INFECTION PREVENTION AND CONTROL
Combating AMR requires multi-pronged approach
Dr Simon Pybus, a specialist registrar in medical microbiology and infectious diseases in Glasgow, George McCracken, head of Estates Risk and Environment at Belfast Health and Social Care Trust, and Dr Michael Weinbren, Consultant Medical Microbiologist, and Specialist Advisor Microbiology, New Hospital Programme, discuss the key role of the construction supply chain and manufacturers in the fight against antimicrobial resistance.
Architects, design teams, construction companies, and manufacturers; the skills of you all are required in the fight against antimicrobial resistance (AMR). Surely – such personnel might think – this is a mistake? Is this indeed not the province of pharmaceutical companies, doctors, nurses, pharmacists, and veterinarians? While the latter professionals undoubtedly have an important role, the skills of all the stakeholders involved in the construction and manufacturing industry are required.
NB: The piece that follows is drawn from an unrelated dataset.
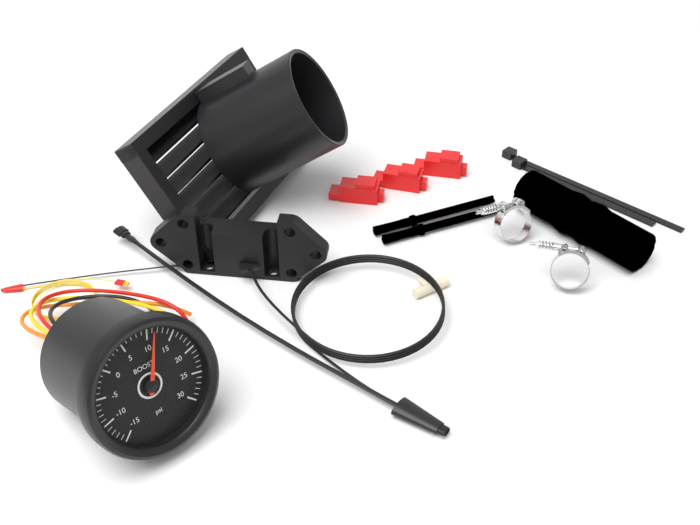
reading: 11 psi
In this article we seek to explain why and how such professionals’ expertise is required, and the opportunities available, not just in the UK market, but globally, as this is a worldwide issue. For those who embrace the challenge there is the potential to save and improve many more lives than any healthcare professional can achieve in their entire career, and – simultaneously – the size of the financial market for solutions is immense. The healthcare built environment has been placed at the forefront of the 2024 UK 5-year national action plan (NAP) to tackle AMR.1
What is AMR? There are few people alive who remember the pre- antibiotic era, when individuals would go into hospital with trivial complaints and frequently not survive due to a complicating infection. The advent of effective antibiotics revolutionised the management of infectious diseases; the wards housing patients with untreatable infections disappeared, as these diseases could now be simply treated at an early stage with a pill, out in the community. However, the honeymoon period is over. We are now seeing bacteria resistant to last-line antibiotics, and patients with infections that are untreatable. Soon we will find ourselves in the post-antibiotic era.
0 10 10 2 8 6 4 2 0
0 2 4 6 8
4 2019 6 By 2050 8 10 Cancer Heart disease Stroke AMR Diabetes Tuberculosis HIV Malaria
Figure 2: Global deaths from a range of conditions, including deaths associated with AMR, and projections for deaths related to AMR by 2050. Data sources.2,3
October 2024 Health Estate Journal 39
Antibiotics are used not just to treat patients with infections, but also to protect patients when they are made susceptible during many of the interventions required for modern medicine. Without effective antimicrobials, many of the advances in medicine we take for granted will either carry a high mortality, or no longer be an option, since without these agents they no longer offer patients survival advantages. The European Centre for Disease Control is already warning some Western European countries that key medical interventions such as organ transplantation, intensive care medicine, or major surgery, are at risk.
Predictions of an end to the ‘antibiotic era’ The predictions are that the antibiotic era will end by 2050 (if not earlier), having a global economic impact of $100 trillion, and with 10 million extra deaths year-on-year globally. AMR is set to become one of the leading causes of death. The first AMR NAP was released five years ago, with a predominant focus on antimicrobial stewardship and the need to develop new classes of antibiotic. To date no new classes of antibiotic have been developed, and, despite improvements in antimicrobial stewardship, AMR is on the rise. The healthcare built environment has been placed at the forefront of the 2024 UK 5 year NAP to tackle AMR.1 On page 20 it states: ‘Designed-in IPC for healthcare facilities means that designers, architects, engineers, facilities managers, and planners, work with IPC teams, other healthcare staff,
Figure 1: The authors cite the vital role many different parties – including the construction supply chain and manufacturers – can play in the battle against antimicrobial resistance.